I’ll let you in on a secret: the cook’s allowed to eat more of that crispy skin than anyone else. Just pretend to be checking the chicken’s temperature and ignore all questions about why you keep licking your fingers. The answer to that is schmaltz, the feel-good word for the feel-guilt ingredient: chicken fat. But you should only feel guilt if you fail to put potatoes on the pan to absorb all that dripping fat. I halve baby yellow potatoes, toss them in a little olive oil, salt, and pepper, and arrange them cut-side-down in a single layer around the mountainous chicken. I nearly flunked physical geography in college, but I know with frightening precision where the rivulets of fat will run on the pan and thus plot my potatoes accordingly. I have renamed my Chicken Dance the “Schmaltz Waltz” so you don’t think I’m just here to wiggle at your wedding.
Cook the chicken and potatoes for 1 hour.
For an hour, the chicken needs nothing from me. Normally, I catch my husband’s car coming up the driveway at this time. During the lockdown, I’d still find him outside, spending an hour with our daughter in the evening sun.

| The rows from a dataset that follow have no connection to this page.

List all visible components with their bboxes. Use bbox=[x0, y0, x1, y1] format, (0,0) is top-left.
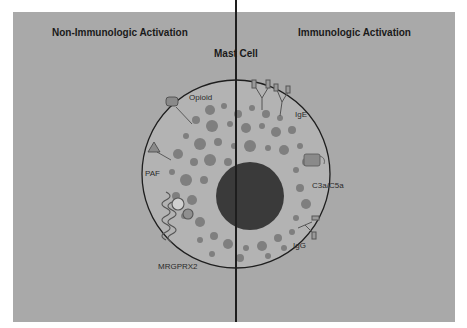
igg-label: IgG bbox=[293, 241, 306, 250]
immunologic-header: Immunologic Activation bbox=[298, 27, 411, 38]
mast-cell-title: Mast Cell bbox=[214, 48, 258, 59]
ige-label: IgE bbox=[295, 110, 307, 119]
opioid-label: Opioid bbox=[189, 93, 212, 102]
c3a-c5a-label: C3a/C5a bbox=[312, 181, 344, 190]
paf-label: PAF bbox=[145, 169, 160, 178]
nucleus bbox=[216, 162, 284, 230]
non-immunologic-header: Non-Immunologic Activation bbox=[52, 27, 188, 38]
mrgprx2-label: MRGPRX2 bbox=[158, 262, 198, 271]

She’s now our older daughter, in the vague sense that time has passed–in fits and starts–and the specific sense that she turned three years old (well wishes came via video calls and weeks of Amazon arrivals) and got a baby sister too.
Lucie Monk Carter
Local blueberries, picked by a toddler, cooked in a skillet, turned into a cobbler. With chicken in the oven for an hour, there’s ample time to make dessert.
In the first weeks of quarantine I baked everything I could from scratch: sourdough boules, pies, and tarts, even an elaborate bunny birthday cake with candy ears that looked decent and tasted far better. I reached May with less energy and more stamina. My sourdough starter hibernated in the fridge, the vegetable garden went fallow with the shift in seasons, but still I roasted chickens. I could do it with the newborn in a sling and the three-year-old calling out song requests to the Google Home. I could do it, practically, with my eyes closed. But the furtive masked visits to the supermarket or the convenient but unsatisfying grocery delivery apps had me reminiscing on the first time I cooked a whole bird myself, after a visit to the Red Stick Farmers Market.

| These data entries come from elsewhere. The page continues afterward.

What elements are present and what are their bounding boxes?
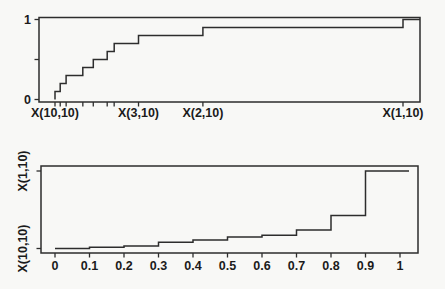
x-tick-label: 0.6: [253, 259, 270, 273]
x-tick-label: 0.7: [288, 259, 305, 273]
x-tick-label: X(1,10): [383, 106, 424, 120]
x-tick-label: X(2,10): [182, 106, 223, 120]
x-tick-label: 0.5: [219, 259, 236, 273]
x-tick-label: 0.4: [184, 259, 201, 273]
x-tick-label: X(10,10): [31, 106, 79, 120]
x-tick-label: 0.2: [115, 259, 132, 273]
quantile-step-curve: [55, 171, 409, 249]
bottom-quantile-plot: 00.10.20.30.40.50.60.70.80.91X(1,10)X(10…: [16, 151, 418, 274]
ecdf-step-curve: [55, 20, 420, 100]
x-tick-label: 0: [52, 259, 59, 273]
y-tick-label: 1: [24, 13, 31, 27]
y-tick-label: X(1,10): [16, 151, 30, 192]
x-tick-label: 1: [397, 259, 404, 273]
x-tick-label: X(3,10): [118, 106, 159, 120]
order-statistics-figure: 10X(10,10)X(3,10)X(2,10)X(1,10)00.10.20.…: [0, 0, 445, 289]
x-tick-label: 0.3: [150, 259, 167, 273]
x-tick-label: 0.1: [81, 259, 98, 273]
x-tick-label: 0.8: [322, 259, 339, 273]
plot-frame: [41, 166, 418, 253]
y-tick-label: 0: [24, 93, 31, 107]
top-ecdf-plot: 10X(10,10)X(3,10)X(2,10)X(1,10): [24, 13, 423, 120]
figure: 10X(10,10)X(3,10)X(2,10)X(1,10)00.10.20.…: [0, 0, 445, 289]
x-tick-label: 0.9: [357, 259, 374, 273]
y-tick-label: X(10,10): [16, 225, 30, 273]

[Read more from Lucie Monk Carter, here.]
“I went to the farmers’ market yesterday,” I wrote on my now defunct food blog in 2012, “and watched a cooking demonstration in which the brilliant, confident chef [that’d be Celeste Gill] stuffed her chicken with a sausage mixture and then grilled the whole bird up. The presentation just made me so happy and inspired that I had to rush home and turn my market bounty into a damn good dinner.”
Repeat until perfect. Then, whenever you’d like.
I’ve rushed home because I was tired, because I missed someone. And I’ve often rushed home to make dinner, whether it’s a new or foreign recipe I’d like to take a whack at or an old favorite I know we’ll all love. I long to be out in the world and feel that tug. To come home and cook. Is that too schmaltzy?